London

Christopher Hamilton

I was raised in St. Louis, Mo. I went to school a little, to a Sunday School, and learned to read, but was stopped—I suppose because I was learning too fast. My people came from Virginia. They were all free by right. My grandmother was an Indian woman. She put my mother with a man by the name of E—G—, to bring up. He moved to Kentucky, stopped a little while, then went to Missouri, thence to Jackson, Miss. While they were moving out, on their way to Kentucky, I was born on board a boat in Pittsburg. After we reached Jackson, my father, my mother, and all their sons and daughters, except myself and a sister who had two children, were sent to Mine Oburden—lead mines—they moved there with Dr. G—, who kept them all for slaves. After he had stopped there awhile, he sold them to a man named S—P—. My sister, her two children, and myself, were sold by W—G—, to whom the Dr. had given us up for debt, to a man in St. Louis. W—G—was in debt to a man named H—, and H—was in debt to a Frenchman named B—. We slipped along from one to another to pay debts. With B—I remained from ten years old, till I left for the North. I have written kind letters to B—, but got no reply. The people who were sold to S—P—all were finally removed with him to St. Louis, except one who died in the South.

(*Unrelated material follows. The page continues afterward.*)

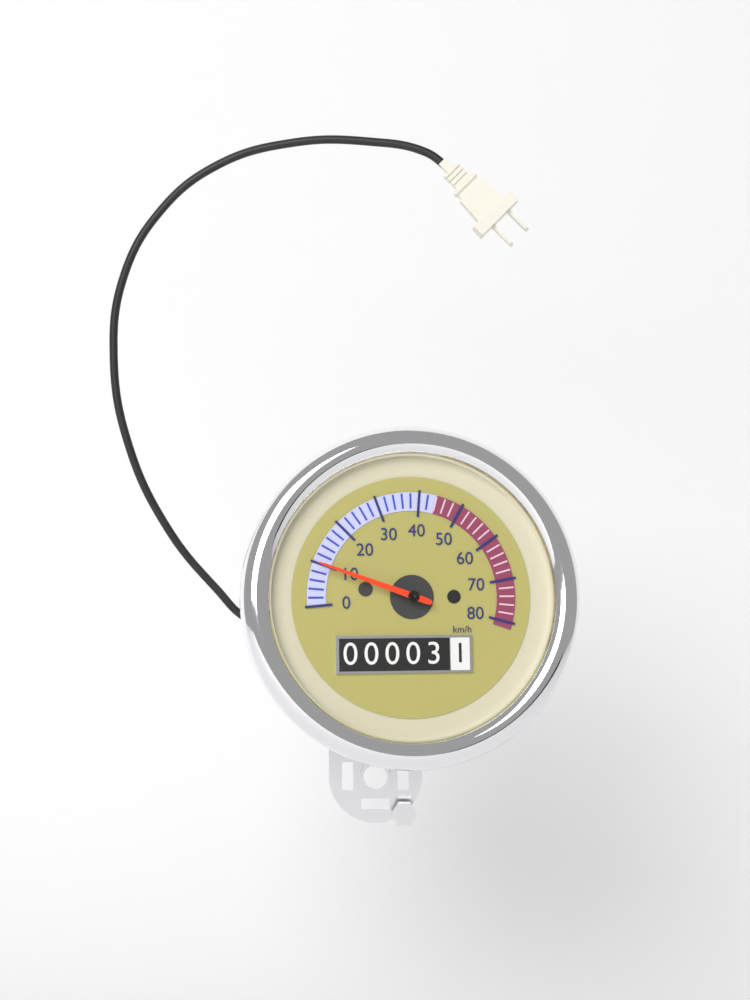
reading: 10 km/h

I look on slavery as the greatest evil that ever existed The preaching I used to hear was, “Servants, be obedient to your masters.” “He that knoweth his master’s will, and doeth it not, shall be beaten with many stripes.” I was well used by my master, and well treated, until he married a second time. He married a very mean woman. He was a very wealthy man, and when she married him, it raised her right up. Nothing could please her. I had been married two years, and she tried to persuade her husband to sell my wife down the river: she wanted to whip my wife, and my wife would n’t let her. I did not wait to see whether he would sell her or not: but we came away,—got off very comfortably. I had only sixteen dollars when I started. When I got here, I found a brother of mine here,—he helped me about getting work, and I make out to live comfortably. I would n’t go back for all St. Louis, poor as I am.

They have no good feeling there for colored people anyhow. All they care for is, to get all the work out of them they can. They whip them to death, starve them to death, and I saw one colored man burned to death,—McIntosh, who had killed a man.

I used to go to Sunday School in St. Louis, to Mr. Lovejoy—the man who was killed.

The colored people in London are generally saving; they do not waste their means; they are getting along as well as they can expect, as a general thing. I do not know of one who suffered so much here, as he would in slavery. There are some who are vicious and dissolute, and so there are of all nations. Take them in general, and they are getting along first-rate.